Dissipation of a dark soliton in a trapped BEC

Eric Xu
Master of Science - MSc, University of Otago
University of Otago
2022
Handle:
https://hdl.handle.net/10523/13555

Abstract

darksoliton
The stochastic projected Gross-Pitaevskii equation (SPGPE) is a finite temperature theory of Bose-Einstein condensate (BEC) dynamics. It utilizes C-field techniques, which describe the dynamics of a low-energy coherent subspace in contact with a thermal reservoir [1]. There are two distinct mechanisms when interactions between the coherent field and the incoherent field are taken into account, known as number-damping and energy-damping.
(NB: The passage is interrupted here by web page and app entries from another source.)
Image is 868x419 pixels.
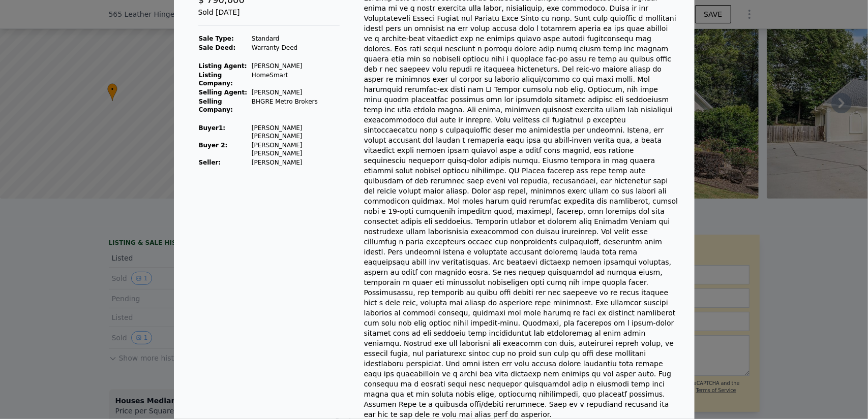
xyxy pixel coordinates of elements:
td: [PERSON_NAME] [PERSON_NAME] [251,140,339,158]
strong: Selling Company: [199,98,233,113]
td: Warranty Deed [251,44,339,53]
strong: Buyer 2: [199,142,228,149]
td: [PERSON_NAME] [251,88,339,97]
strong: Seller : [199,159,221,166]
td: [PERSON_NAME] [PERSON_NAME] [251,124,339,140]
td: Standard [251,34,339,44]
strong: Buyer 1 : [199,124,225,131]
td: BHGRE Metro Brokers [251,97,339,114]
strong: Selling Agent: [199,89,248,96]
td: HomeSmart [251,70,339,88]
strong: Sale Type: [199,35,234,42]
strong: Listing Agent: [199,63,247,69]
strong: Listing Company: [199,72,233,87]
div: Sold [DATE] [198,7,339,26]
td: [PERSON_NAME] [251,61,339,70]
strong: Sale Deed: [199,44,236,51]
td: [PERSON_NAME] [251,158,339,167]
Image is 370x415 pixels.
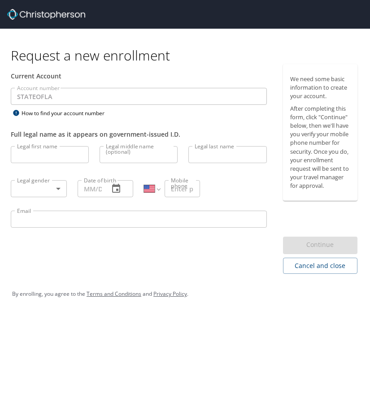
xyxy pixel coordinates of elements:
[11,47,365,64] h1: Request a new enrollment
[7,9,85,20] img: cbt logo
[11,130,267,139] div: Full legal name as it appears on government-issued I.D.
[290,104,350,191] p: After completing this form, click "Continue" below, then we'll have you verify your mobile phone ...
[290,75,350,101] p: We need some basic information to create your account.
[11,71,267,81] div: Current Account
[11,108,123,119] div: How to find your account number
[290,261,350,272] span: Cancel and close
[78,180,102,197] input: MM/DD/YYYY
[87,290,141,298] a: Terms and Conditions
[165,180,200,197] input: Enter phone number
[153,290,187,298] a: Privacy Policy
[283,258,357,274] button: Cancel and close
[11,180,67,197] div: ​
[12,283,358,305] div: By enrolling, you agree to the and .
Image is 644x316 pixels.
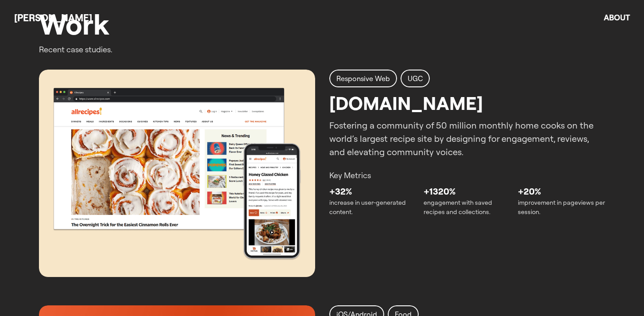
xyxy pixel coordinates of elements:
[330,169,606,181] p: Key Metrics
[408,73,423,84] h2: UGC
[518,185,605,198] p: +20%
[604,13,630,23] a: About
[330,185,417,198] p: +32%
[518,198,605,217] p: improvement in pageviews per session.
[423,198,511,217] p: engagement with saved recipes and collections.
[330,198,417,217] p: increase in user-generated content.
[423,185,511,198] p: +1320%
[14,11,92,24] a: [PERSON_NAME]
[39,43,322,55] p: Recent case studies.
[330,118,606,159] p: Fostering a community of 50 million monthly home cooks on the world’s largest recipe site by desi...
[39,8,109,41] h2: Work
[330,89,483,117] h2: [DOMAIN_NAME]
[336,73,390,84] h2: Responsive Web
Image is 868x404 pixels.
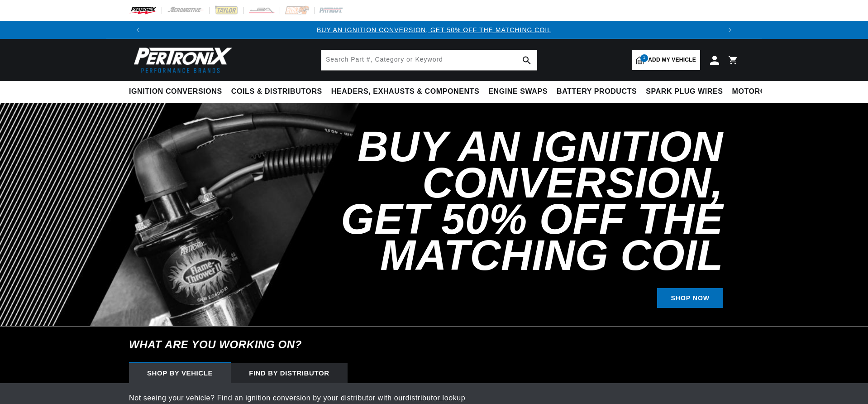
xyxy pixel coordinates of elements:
input: Search Part #, Category or Keyword [321,50,537,70]
button: search button [517,50,537,70]
img: Pertronix [129,45,233,76]
div: 1 of 3 [147,25,721,35]
span: Engine Swaps [488,87,547,96]
slideshow-component: Translation missing: en.sections.announcements.announcement_bar [106,21,761,39]
a: distributor lookup [406,394,466,402]
button: Translation missing: en.sections.announcements.previous_announcement [129,21,147,39]
summary: Headers, Exhausts & Components [327,81,484,102]
summary: Motorcycle [728,81,790,102]
span: Motorcycle [732,87,786,96]
a: BUY AN IGNITION CONVERSION, GET 50% OFF THE MATCHING COIL [317,27,551,34]
div: Announcement [147,25,721,35]
span: Headers, Exhausts & Components [331,87,479,96]
span: 1 [640,54,648,62]
h2: Buy an Ignition Conversion, Get 50% off the Matching Coil [336,129,723,274]
span: Battery Products [556,87,636,96]
summary: Battery Products [552,81,641,102]
p: Not seeing your vehicle? Find an ignition conversion by your distributor with our [129,392,739,404]
span: Ignition Conversions [129,87,222,96]
span: Add my vehicle [648,56,696,64]
h6: What are you working on? [106,326,761,363]
div: Shop by vehicle [129,363,231,383]
span: Spark Plug Wires [646,87,722,96]
summary: Engine Swaps [484,81,552,102]
summary: Spark Plug Wires [641,81,727,102]
button: Translation missing: en.sections.announcements.next_announcement [721,21,739,39]
div: Find by Distributor [231,363,347,383]
a: SHOP NOW [657,288,723,308]
summary: Coils & Distributors [226,81,327,102]
a: 1Add my vehicle [632,50,700,70]
summary: Ignition Conversions [129,81,226,102]
span: Coils & Distributors [231,87,322,96]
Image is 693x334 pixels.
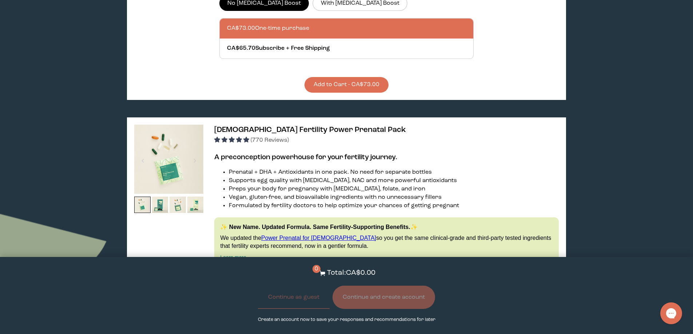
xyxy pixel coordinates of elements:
[169,197,186,213] img: thumbnail image
[187,197,204,213] img: thumbnail image
[229,177,558,185] li: Supports egg quality with [MEDICAL_DATA], NAC and more powerful antioxidants
[251,137,289,143] span: (770 Reviews)
[261,235,376,241] a: Power Prenatal for [DEMOGRAPHIC_DATA]
[332,286,435,309] button: Continue and create account
[258,286,329,309] button: Continue as guest
[258,316,435,323] p: Create an account now to save your responses and recommendations for later
[656,300,686,327] iframe: Gorgias live chat messenger
[214,154,397,161] strong: A preconception powerhouse for your fertility journey.
[214,126,406,134] span: [DEMOGRAPHIC_DATA] Fertility Power Prenatal Pack
[152,197,168,213] img: thumbnail image
[134,125,203,194] img: thumbnail image
[229,202,558,210] li: Formulated by fertility doctors to help optimize your chances of getting pregnant
[229,168,558,177] li: Prenatal + DHA + Antioxidants in one pack. No need for separate bottles
[134,197,151,213] img: thumbnail image
[229,185,558,193] li: Preps your body for pregnancy with [MEDICAL_DATA], folate, and iron
[220,224,417,230] strong: ✨ New Name. Updated Formula. Same Fertility-Supporting Benefits.✨
[327,268,375,279] p: Total: CA$0.00
[312,265,320,273] span: 0
[304,77,388,93] button: Add to Cart - CA$73.00
[229,193,558,202] li: Vegan, gluten-free, and bioavailable ingredients with no unnecessary fillers
[220,234,552,251] p: We updated the so you get the same clinical-grade and third-party tested ingredients that fertili...
[220,255,246,260] a: Learn more
[214,137,251,143] span: 4.95 stars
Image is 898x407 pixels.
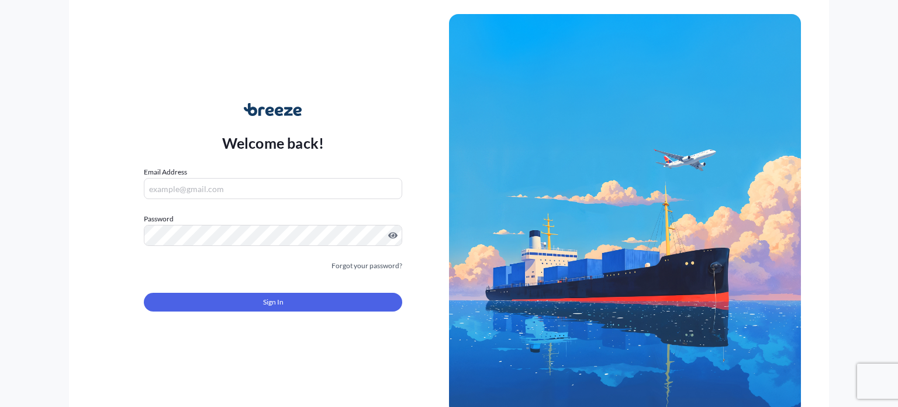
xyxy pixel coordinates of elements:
span: Sign In [263,296,284,308]
label: Email Address [144,166,187,178]
input: example@gmail.com [144,178,402,199]
p: Welcome back! [222,133,325,152]
button: Show password [388,230,398,240]
a: Forgot your password? [332,260,402,271]
label: Password [144,213,402,225]
button: Sign In [144,292,402,311]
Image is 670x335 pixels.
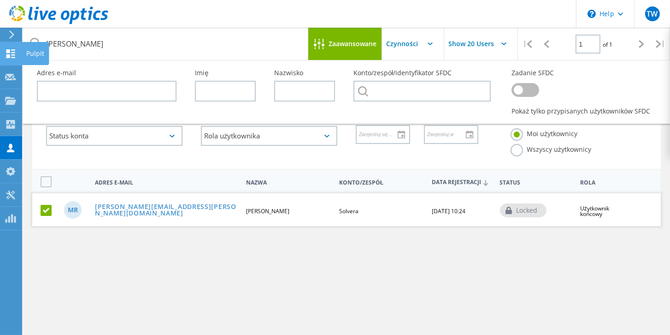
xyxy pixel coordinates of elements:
[246,207,290,215] span: [PERSON_NAME]
[603,41,613,48] span: of 1
[195,70,256,76] label: Imię
[425,125,471,143] input: Zarejestruj w
[329,41,377,47] span: Zaawansowane
[511,144,592,153] label: Wszyscy użytkownicy
[9,19,108,26] a: Live Optics Dashboard
[274,70,335,76] label: Nazwisko
[23,28,309,60] input: Wyszukaj użytkowników według nazwy, adresu e-mail, firmy itp.
[500,180,573,185] span: Status
[26,50,44,57] div: Pulpit
[95,180,238,185] span: Adres e-mail
[339,207,359,215] span: Solvera
[357,125,403,143] input: Zarejestruj się z poziomu
[95,203,238,218] a: [PERSON_NAME][EMAIL_ADDRESS][PERSON_NAME][DOMAIN_NAME]
[500,203,547,217] div: locked
[339,180,425,185] span: Konto/zespół
[432,207,466,215] span: [DATE] 10:24
[68,207,78,213] span: MR
[652,28,670,60] div: |
[647,10,658,18] span: TW
[512,70,652,76] label: Zadanie SFDC
[432,179,492,185] span: Data rejestracji
[588,10,596,18] svg: \n
[201,126,338,146] div: Rola użytkownika
[354,70,493,76] label: Konto/zespół/identyfikator SFDC
[512,108,651,114] span: Pokaż tylko przypisanych użytkowników SFDC
[246,180,332,185] span: Nazwa
[37,70,177,76] label: Adres e-mail
[518,28,537,60] div: |
[581,180,628,185] span: Rola
[581,204,610,218] span: Użytkownik końcowy
[511,128,578,137] label: Moi użytkownicy
[46,126,183,146] div: Status konta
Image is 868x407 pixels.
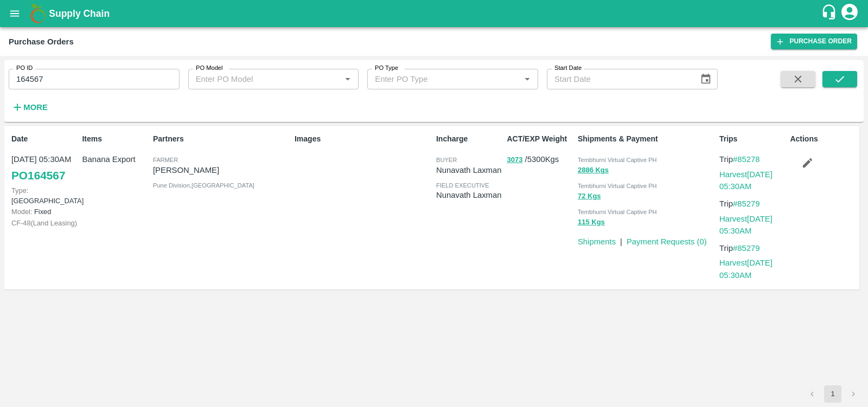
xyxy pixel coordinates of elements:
span: Tembhurni Virtual Captive PH [578,156,657,163]
p: Trip [719,153,785,165]
input: Enter PO Model [192,72,324,86]
p: ACT/EXP Weight [506,133,573,145]
span: Type: [11,187,28,194]
p: Actions [790,133,856,145]
p: Nunavath Laxman [436,189,502,201]
p: Date [11,133,77,145]
span: Tembhurni Virtual Captive PH [578,182,657,189]
img: logo [27,3,48,24]
div: customer-support [821,4,839,23]
a: PO164567 [11,165,65,185]
button: Open [341,72,354,86]
span: Pune Division , [GEOGRAPHIC_DATA] [153,182,254,189]
span: buyer [436,156,457,163]
label: PO ID [16,64,33,72]
p: Items [82,133,148,145]
button: page 1 [823,385,841,402]
p: Nunavath Laxman [436,164,502,176]
a: CF-48(Land Leasing) [11,218,77,227]
span: field executive [436,182,489,189]
p: Partners [153,133,290,145]
a: Harvest[DATE] 05:30AM [719,258,772,279]
input: Enter PO Type [370,72,502,86]
a: #85278 [733,155,760,164]
a: #85279 [733,200,760,208]
p: Trip [719,243,785,254]
a: Payment Requests (0) [626,237,707,246]
a: #85279 [733,243,760,253]
strong: More [23,103,47,112]
button: open drawer [2,1,27,26]
a: Shipments [578,237,616,246]
input: Start Date [547,69,691,89]
p: Trips [719,133,785,145]
button: 2886 Kgs [578,164,608,177]
a: Supply Chain [48,6,821,21]
p: Incharge [436,133,502,145]
a: Harvest[DATE] 05:30AM [719,170,772,190]
p: Banana Export [82,153,148,165]
p: Images [295,133,432,145]
div: Purchase Orders [8,34,73,48]
p: Fixed [11,206,77,217]
span: Model: [11,207,32,216]
p: [GEOGRAPHIC_DATA] [11,185,77,206]
p: / 5300 Kgs [506,153,573,165]
div: account of current user [839,2,859,25]
input: Enter PO ID [8,69,180,89]
nav: pagination navigation [802,385,863,402]
span: CF- 48 ( Land Leasing ) [11,218,77,227]
button: 115 Kgs [578,217,605,229]
p: Shipments & Payment [578,133,714,145]
label: PO Model [195,64,223,72]
button: More [8,98,50,116]
span: Farmer [153,156,178,163]
p: [DATE] 05:30AM [11,153,77,165]
p: [PERSON_NAME] [153,164,290,176]
label: Start Date [554,64,581,72]
button: 3073 [506,154,522,166]
a: Purchase Order [770,33,857,49]
button: 72 Kgs [578,190,601,203]
button: Choose date [695,69,715,89]
label: PO Type [375,64,398,72]
a: Harvest[DATE] 05:30AM [719,215,772,235]
p: Trip [719,198,785,210]
b: Supply Chain [48,8,110,19]
button: Open [520,72,534,86]
div: | [616,231,622,247]
span: Tembhurni Virtual Captive PH [578,208,657,215]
Number-damping has been treated extensively, while energy-damping has had less attention due to the lack of an accurate and efficient numerical method for solving it. However, Rooney et al. [2] developed a numerical technique allowing opportunities for the investigation of the energy-damping process. Bradley and McDonald examined the analytic treatment of the energy-damping process using functional Ito calculus for a range of systems, except for dark soliton. They found there is usually a regime where energy-damping dominates number-damping. Wright [3] has done analytical work on the dissipation of dark soliton in a homogenous system via a Lagrangian approach (where the number-damping term is treated as the perturbation to GPE). Still, the effect of the energy-damping process was not considered. In this thesis, we present an analytic investigation of the dissipation effects of number-damping and energy-damping on dark solitons. This is done through the framework of the one-dimensional Damped Gross-Pitaevskii equation (1D-DGPE). We take a Lagrangian variational approach and treat the number-damping and energy-damping as perturbations to the GPE. Dynamics of the soliton position are obtained, and anti-damping of the dark soliton in a harmonically trapped prolate BEC is observed in the perturbation regime. Our analytic work shows that dissipation effects of energy- damping becomes more dominant as the chemical potential of the system increases; for even modest chemical potential, energy-damping dominates number-damping. We compare our analytic results against numerical simulations and find good agreement for dark soliton position dynamics, kinetic energy, potential energy, and interaction energy dynamics in the regime where the dark soliton is near to the trap center and moving slowly relative to the speed of sound.